ObligationPrincipleTessera mechanism
GDPR Art. 5(1)(c)Data minimizationMetadata privacy — relays hold no sender↔recipient graph, so there is no personal metadata to collect or retain
GDPR Art. 25Privacy by design and by default(ε,δ)-DP cover traffic is engineered into the transport; privacy is a default property, not a setting
GDPR Art. 32Security of processingAES-GCM payload encryption + Schnorr ZK authentication; no central key escrow
ePrivacy Directive Art. 5Confidentiality of communicationsNo metadata interception — relays route to buckets, not to identified recipients
CCPA §1798.140(o)"Personal information" scopeCommunication graph metadata is not collected, narrowing the CCPA surface

Why this is stronger than policy alone

A data-retention policy says "we will delete metadata after 30 days." Tessera says "the relay cannot reconstruct the metadata at all." The difference matters in breach scenarios: a breached conventional server exposes the full graph; a breached Tessera relay exposes only bucket-addressed ciphertext and cover traffic, with the real traffic indistinguishable under (ε,δ)-DP. Privacy-by-design under Art. 25 favors technical guarantees over policy promises, and the DP budget is auditable.

Frequently asked questions

Is Tessera a GDPR-compliant product out of the box?

No protocol is 'GDPR-compliant' in isolation — compliance depends on your processing context, lawful basis, retention policy, and DPIA. Tessera provides architectural properties (metadata privacy, data minimization, quantifiable DP) that make compliance substantially easier to achieve and document. Treat it as a technical control within a broader compliance program, not a substitute for legal review.
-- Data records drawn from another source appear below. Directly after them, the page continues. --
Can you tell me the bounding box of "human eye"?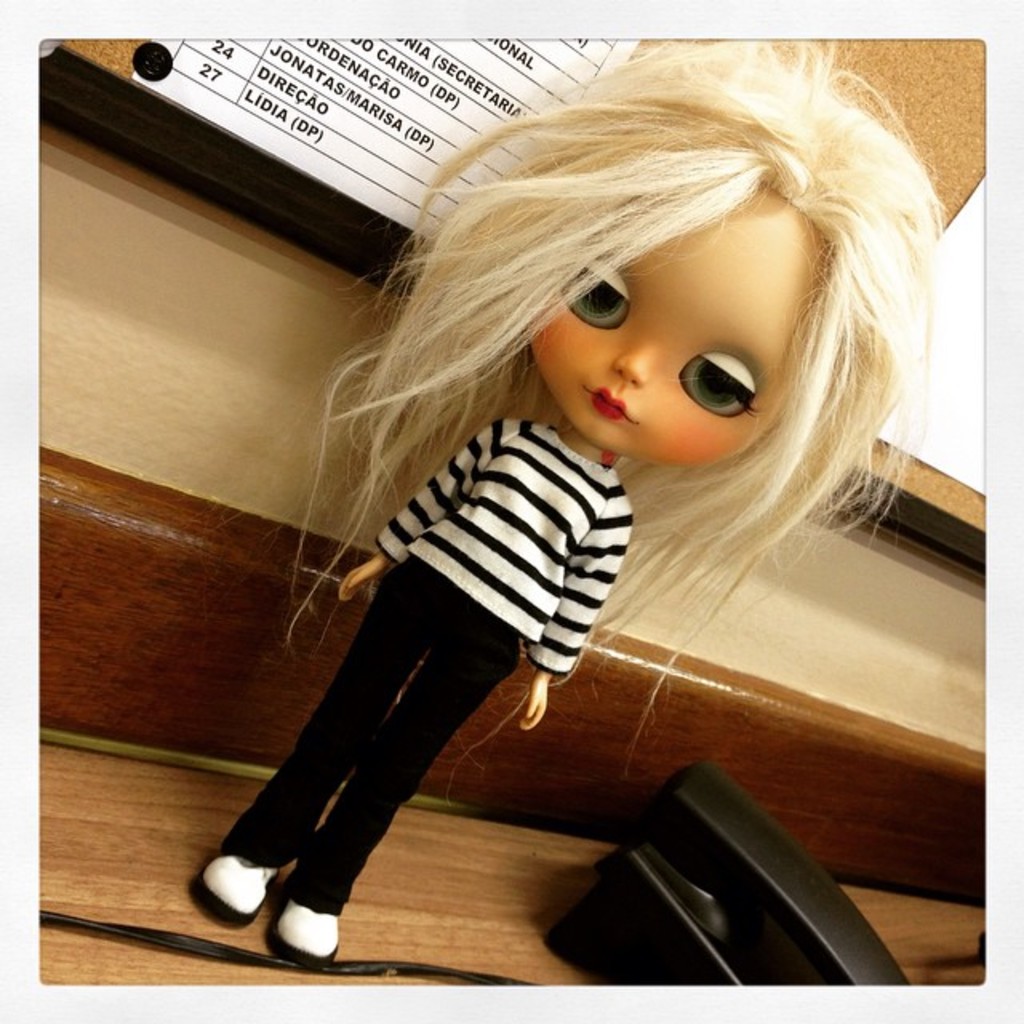
x1=550 y1=267 x2=626 y2=331.
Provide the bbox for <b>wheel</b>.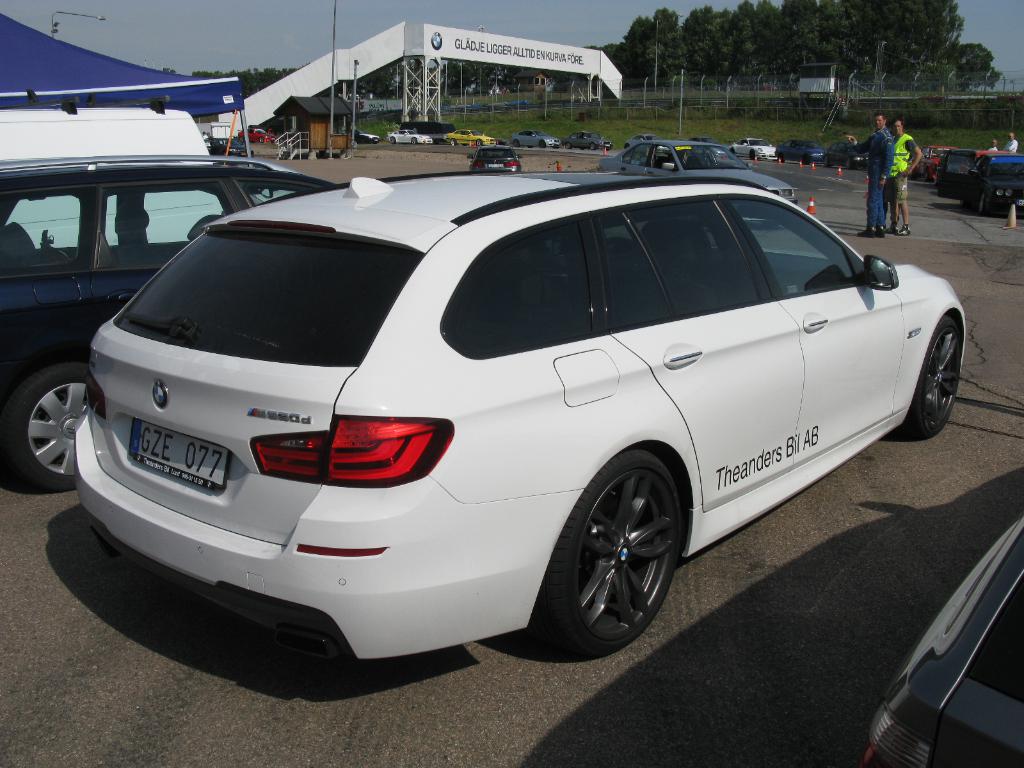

Does self-hosting eliminate the need for a processor agreement (Art. 28)?

If your organization operates the relays itself, there is no external processor processing identifiable metadata on your behalf, so the Art. 28 processor-contract surface narrows. If you federate with third-party relays, those operators become processors (or independent controllers) and standard data-processing agreements apply — though note that, by design, those relays still cannot reconstruct the sender↔recipient graph.

Deploy compliant messaging

Self-host Tessera relays and cite a quantifiable privacy budget in your DPIA.